This magnificent book traces the development of nineteenth-century German paintings through the story of a remarkable institution--the Nationalgalerie in Berlin, one of Germany's most important collections. In their substantial general essays, Francoise Forster-Hahn surveys the social and political background to art and culture in Berlin in the nineteenth century; Claude Keisch and Angelika Wesenberg discuss the reception of German painting in Germany itself; and Peter-Klaus Schuster provides a historical overview of the Nationalgalerie.
The authors focus on some seventy paintings, from the sublime canvases of Caspar David Friedrich and other Romantic painters early in the nineteenth century to scenes of industrial Berlin and the brilliantly observed works of the naturalists of the 1840s and 1850s, ending with the Impressionist and Post-Impressionist innovations of French and German artists that so startled Berlin around 1900, when the Nationalgalerie acquired them against the wishes of the highly conservative and anti-French Kaiser. Richly detailed cityscapes by Eduard Gaertner and Johann Erdmann Hummel provide wonderful views of mid-century Berlin, and powerful works by Max Beckmann and Lovis Corinth announce the Expressionism of later decades of the twentieth century.

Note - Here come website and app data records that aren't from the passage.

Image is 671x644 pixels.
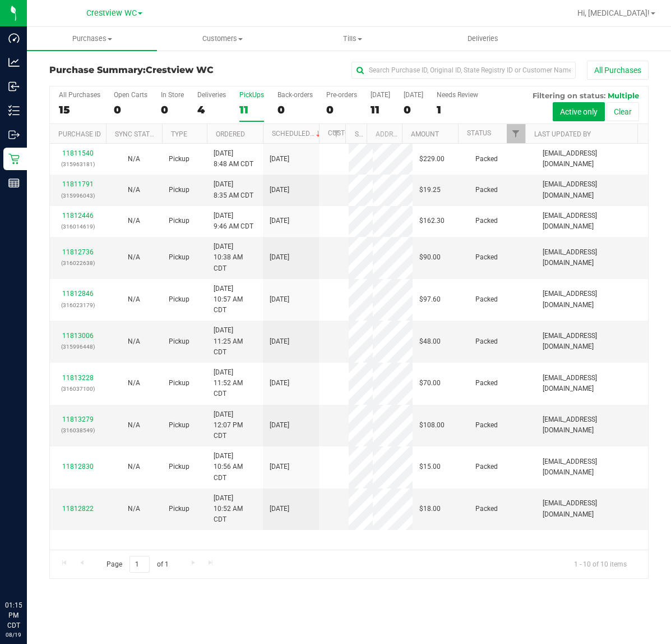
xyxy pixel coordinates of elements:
[62,416,94,423] a: 11813279
[419,154,445,164] span: $229.00
[62,463,94,470] a: 11812830
[214,241,257,274] span: [DATE] 10:38 AM CDT
[214,325,257,357] span: [DATE] 11:25 AM CDT
[59,103,100,116] div: 15
[57,258,99,268] p: (316022638)
[543,247,642,268] span: [EMAIL_ADDRESS][DOMAIN_NAME]
[169,184,189,195] span: Pickup
[476,462,498,472] span: Packed
[216,130,245,138] a: Ordered
[371,91,390,99] div: [DATE]
[476,336,498,346] span: Packed
[270,336,290,346] span: [DATE]
[543,331,642,352] span: [EMAIL_ADDRESS][DOMAIN_NAME]
[9,153,20,164] inline-svg: Retail
[146,64,214,75] span: Crestview WC
[476,216,498,226] span: Packed
[128,185,140,193] span: Not Applicable
[412,130,439,138] a: Amount
[467,129,492,137] a: Status
[128,253,140,261] span: Not Applicable
[128,421,140,428] span: Not Applicable
[128,338,140,345] span: Not Applicable
[62,212,94,220] a: 11812446
[553,102,605,121] button: Active only
[128,379,140,386] span: Not Applicable
[419,503,441,514] span: $18.00
[543,211,642,232] span: [EMAIL_ADDRESS][DOMAIN_NAME]
[533,91,606,100] span: Filtering on status:
[169,216,189,226] span: Pickup
[476,378,498,388] span: Packed
[9,81,20,92] inline-svg: Inbound
[270,503,290,514] span: [DATE]
[214,283,257,316] span: [DATE] 10:57 AM CDT
[9,32,20,44] inline-svg: Dashboard
[543,498,642,519] span: [EMAIL_ADDRESS][DOMAIN_NAME]
[128,420,140,430] button: N/A
[59,91,100,99] div: All Purchases
[114,103,147,116] div: 0
[507,124,526,143] a: Filter
[543,148,642,170] span: [EMAIL_ADDRESS][DOMAIN_NAME]
[57,221,99,232] p: (316014619)
[270,184,290,195] span: [DATE]
[327,124,345,143] a: Filter
[476,503,498,514] span: Packed
[12,554,45,587] iframe: Resource center
[367,124,402,143] th: Address
[270,252,290,262] span: [DATE]
[169,420,189,430] span: Pickup
[419,294,441,304] span: $97.60
[577,9,650,18] span: Hi, [MEDICAL_DATA]!
[9,129,20,141] inline-svg: Outbound
[607,102,640,121] button: Clear
[270,420,290,430] span: [DATE]
[566,555,636,573] span: 1 - 10 of 10 items
[437,91,479,99] div: Needs Review
[128,336,140,346] button: N/A
[128,503,140,514] button: N/A
[9,57,20,68] inline-svg: Analytics
[128,294,140,304] button: N/A
[169,154,189,164] span: Pickup
[97,555,178,573] span: Page of 1
[59,130,101,138] a: Purchase ID
[278,103,313,116] div: 0
[419,462,441,472] span: $15.00
[169,336,189,346] span: Pickup
[476,420,498,430] span: Packed
[50,65,249,75] h3: Purchase Summary:
[9,178,20,188] inline-svg: Reports
[128,217,140,224] span: Not Applicable
[543,457,642,477] span: [EMAIL_ADDRESS][DOMAIN_NAME]
[214,179,254,200] span: [DATE] 8:35 AM CDT
[270,462,290,472] span: [DATE]
[437,103,479,116] div: 1
[27,27,157,51] a: Purchases
[587,60,649,80] button: All Purchases
[355,130,414,138] a: State Registry ID
[9,105,20,116] inline-svg: Inventory
[214,451,257,483] span: [DATE] 10:56 AM CDT
[169,462,189,472] span: Pickup
[5,630,21,638] p: 08/19
[197,103,226,116] div: 4
[476,154,498,164] span: Packed
[371,103,390,116] div: 11
[161,103,184,116] div: 0
[404,103,423,116] div: 0
[115,130,158,138] a: Sync Status
[87,9,137,18] span: Crestview WC
[404,91,423,99] div: [DATE]
[534,130,591,138] a: Last Updated By
[270,378,290,388] span: [DATE]
[57,190,99,201] p: (315996043)
[197,91,226,99] div: Deliveries
[128,216,140,226] button: N/A
[128,463,140,470] span: Not Applicable
[128,252,140,262] button: N/A
[288,27,417,51] a: Tills
[214,367,257,399] span: [DATE] 11:52 AM CDT
[272,130,323,138] a: Scheduled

Claude Keisch is Senior Curator at the Nationalgalerie, Berlin. Peter-Klaus Schuster is Director General at the Staatliche Museen zu Berlin. Francoise Forster-Hahn is professor of the history of art, University of California. Angelika Wesenberg is Curator at the Nationalgalerie, Berlin.
Published by National Gallery Company
Distributed by Yale University Press
This book is published to accompany an exhibition at the National Gallery in London and at the National Gallery of Art in Washington, D.C.